Stored records:
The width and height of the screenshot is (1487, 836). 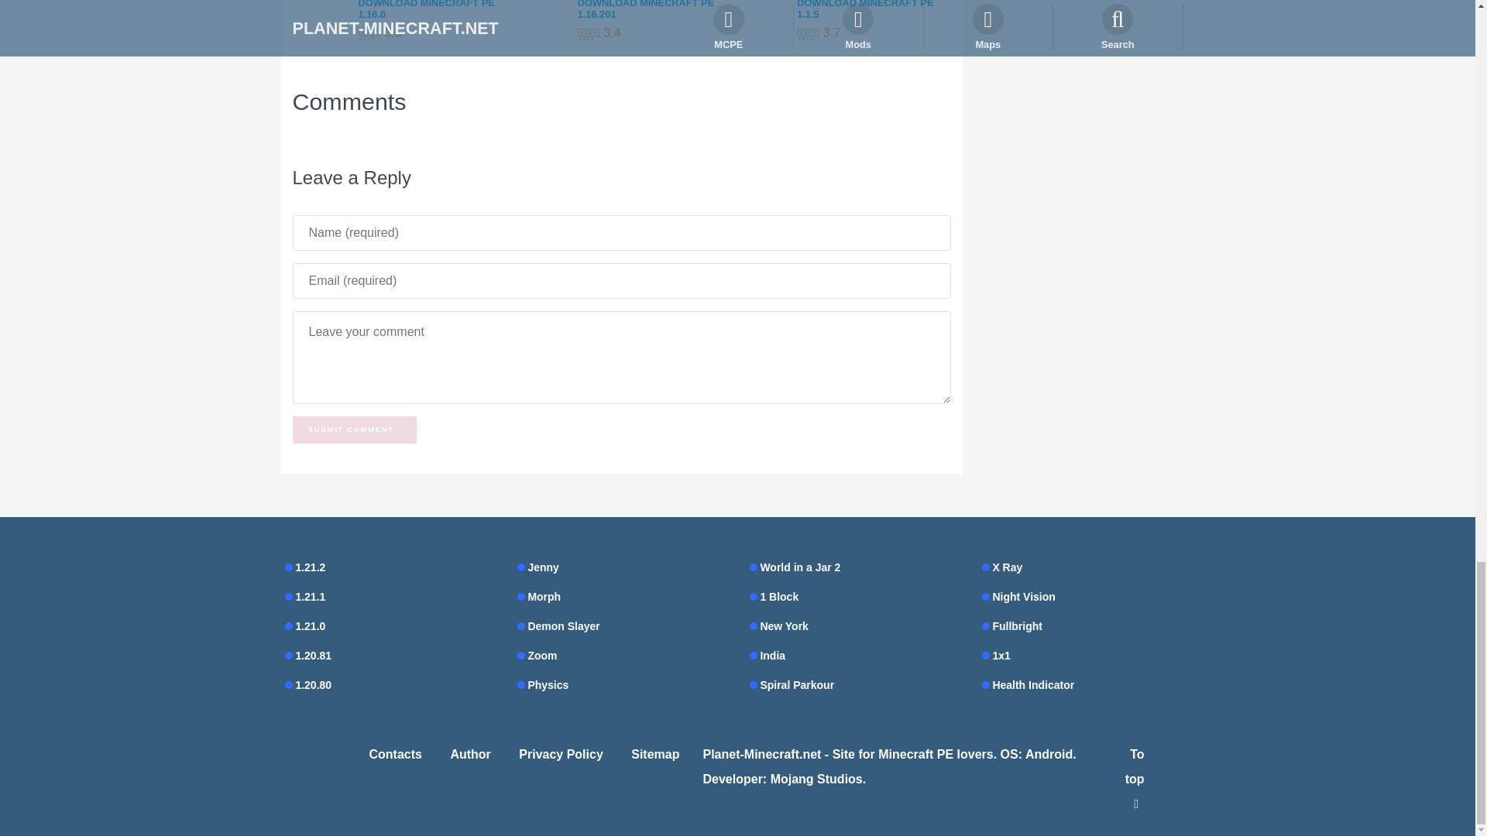 I want to click on 1.21.2, so click(x=389, y=568).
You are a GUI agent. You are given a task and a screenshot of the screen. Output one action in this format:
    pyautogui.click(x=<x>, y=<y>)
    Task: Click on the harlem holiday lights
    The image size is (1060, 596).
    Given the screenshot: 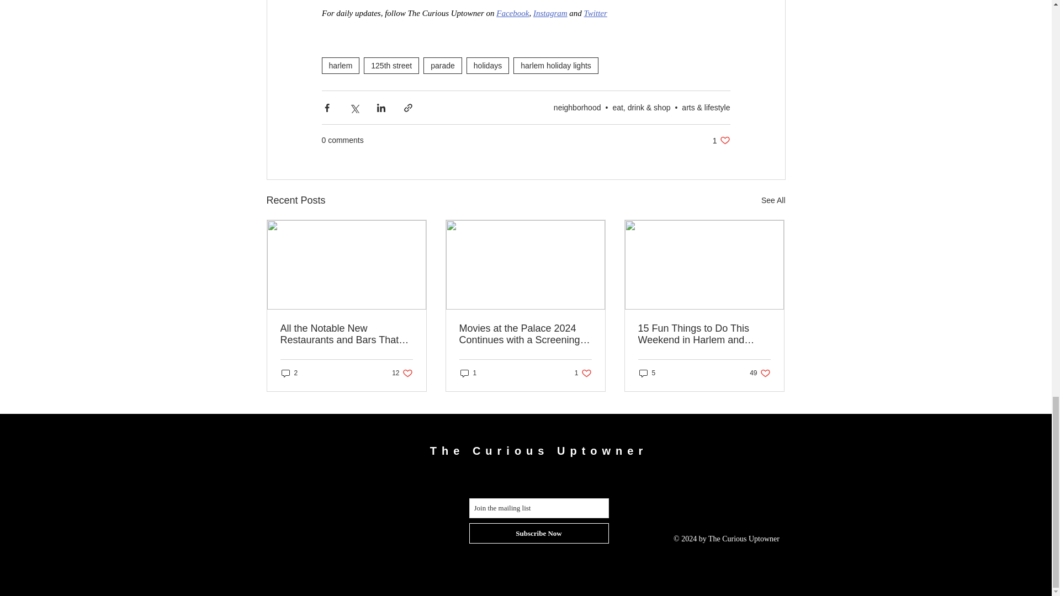 What is the action you would take?
    pyautogui.click(x=555, y=65)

Prompt: In the data above, retype exactly and only the lines between the one holding "You are a GUI" and the one holding "The image size is (1060, 596).", inclusive.

Exercise result:
You are a GUI agent. You are given a task and a screenshot of the screen. Output one action in this format:
    pyautogui.click(x=<x>, y=<y>)
    Task: Click on the harlem holiday lights
    The image size is (1060, 596).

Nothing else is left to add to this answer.